Tulane University receives over 100 cadavers per year, donated by people who want to live on through science and education. It only uses, however, about 40 to 50 cadavers. What to do with the remainder of the remains? Why not give them to the Army to blow up on land mines?

Cadaver broker National Anatomical Service (NAS) of Staten Island, N.Y., is no longer servicing Tulane as of last month. The broker was only doing his job: hooking up buyers and sellers. And the Army needs to be able to blow up bodies to be sure that, well, they either do or do not blow up when wearing (for example) special boots or something. It's better than using the living, don't ya think?)

NAS has actually started turning down contracts with the Army, as the work was exceptionally labor intensive. Not only did they have to pick up the bodies in New Orleans and transport them (with escorts) to several locations throughout Texas, they ALSO had to pick up the shreds post-test, cremate them, and then return them to the university.

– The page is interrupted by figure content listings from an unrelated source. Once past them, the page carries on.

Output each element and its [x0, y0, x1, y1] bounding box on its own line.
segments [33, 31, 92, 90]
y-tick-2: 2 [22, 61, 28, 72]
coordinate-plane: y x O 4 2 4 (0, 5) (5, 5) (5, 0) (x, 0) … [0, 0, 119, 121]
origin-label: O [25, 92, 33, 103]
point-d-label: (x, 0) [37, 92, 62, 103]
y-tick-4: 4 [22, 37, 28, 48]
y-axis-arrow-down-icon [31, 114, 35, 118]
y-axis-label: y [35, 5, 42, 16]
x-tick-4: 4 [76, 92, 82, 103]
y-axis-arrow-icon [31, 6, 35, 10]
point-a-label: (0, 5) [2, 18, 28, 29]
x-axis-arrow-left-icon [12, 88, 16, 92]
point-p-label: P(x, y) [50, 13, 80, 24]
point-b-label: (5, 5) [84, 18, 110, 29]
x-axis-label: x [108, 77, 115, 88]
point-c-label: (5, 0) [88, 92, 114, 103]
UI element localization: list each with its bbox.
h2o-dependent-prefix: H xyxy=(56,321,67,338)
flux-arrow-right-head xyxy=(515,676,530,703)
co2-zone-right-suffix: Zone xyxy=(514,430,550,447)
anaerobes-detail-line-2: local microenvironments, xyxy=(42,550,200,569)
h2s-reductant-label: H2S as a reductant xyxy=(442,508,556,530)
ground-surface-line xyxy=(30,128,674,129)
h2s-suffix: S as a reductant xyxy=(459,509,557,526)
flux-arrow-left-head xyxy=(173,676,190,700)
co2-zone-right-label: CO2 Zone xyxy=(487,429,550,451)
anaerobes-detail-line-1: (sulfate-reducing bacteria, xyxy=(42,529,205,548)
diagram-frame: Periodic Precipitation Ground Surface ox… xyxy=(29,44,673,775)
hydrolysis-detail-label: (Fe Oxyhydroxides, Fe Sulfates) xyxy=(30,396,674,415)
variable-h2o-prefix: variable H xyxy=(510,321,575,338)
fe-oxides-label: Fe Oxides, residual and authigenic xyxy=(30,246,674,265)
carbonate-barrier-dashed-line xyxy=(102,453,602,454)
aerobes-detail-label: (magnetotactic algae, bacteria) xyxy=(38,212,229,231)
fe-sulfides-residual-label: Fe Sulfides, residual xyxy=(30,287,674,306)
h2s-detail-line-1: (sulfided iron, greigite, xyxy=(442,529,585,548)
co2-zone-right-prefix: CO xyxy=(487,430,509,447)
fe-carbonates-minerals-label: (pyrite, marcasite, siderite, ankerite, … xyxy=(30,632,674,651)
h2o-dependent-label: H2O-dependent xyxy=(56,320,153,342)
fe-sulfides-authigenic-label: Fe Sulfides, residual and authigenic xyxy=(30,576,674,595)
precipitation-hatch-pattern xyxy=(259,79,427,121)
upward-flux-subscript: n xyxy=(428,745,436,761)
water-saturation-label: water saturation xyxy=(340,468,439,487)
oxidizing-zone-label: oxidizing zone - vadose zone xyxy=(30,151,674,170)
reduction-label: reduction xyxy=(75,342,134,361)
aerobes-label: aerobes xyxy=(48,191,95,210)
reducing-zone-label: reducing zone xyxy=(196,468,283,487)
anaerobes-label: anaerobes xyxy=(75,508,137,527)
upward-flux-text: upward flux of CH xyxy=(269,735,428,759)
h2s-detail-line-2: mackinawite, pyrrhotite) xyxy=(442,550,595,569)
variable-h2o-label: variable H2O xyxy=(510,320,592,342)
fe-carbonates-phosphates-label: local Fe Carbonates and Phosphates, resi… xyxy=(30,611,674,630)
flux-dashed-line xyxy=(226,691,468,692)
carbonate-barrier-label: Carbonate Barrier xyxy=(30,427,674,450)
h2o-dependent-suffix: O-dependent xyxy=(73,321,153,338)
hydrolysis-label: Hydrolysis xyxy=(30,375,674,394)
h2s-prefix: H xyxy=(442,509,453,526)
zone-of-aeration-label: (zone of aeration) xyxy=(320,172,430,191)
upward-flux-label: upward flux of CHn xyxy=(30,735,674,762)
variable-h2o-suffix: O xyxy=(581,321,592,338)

When body donors sign up to donate their corpses, they sign that the cadaver can be used for educational and research purposes. So the Army actions, while not as sterile as having medical students learn about the large intestines, fall completely within the realm of the agreement.

Michael Meyer, a medical ethics from California, disagrees. Says Meyer,"How would you feel if your mother's body was donated to science . . . and she ends up being thrown on a land mine? This is not only ghoulish, but it's also ethically reprehensible."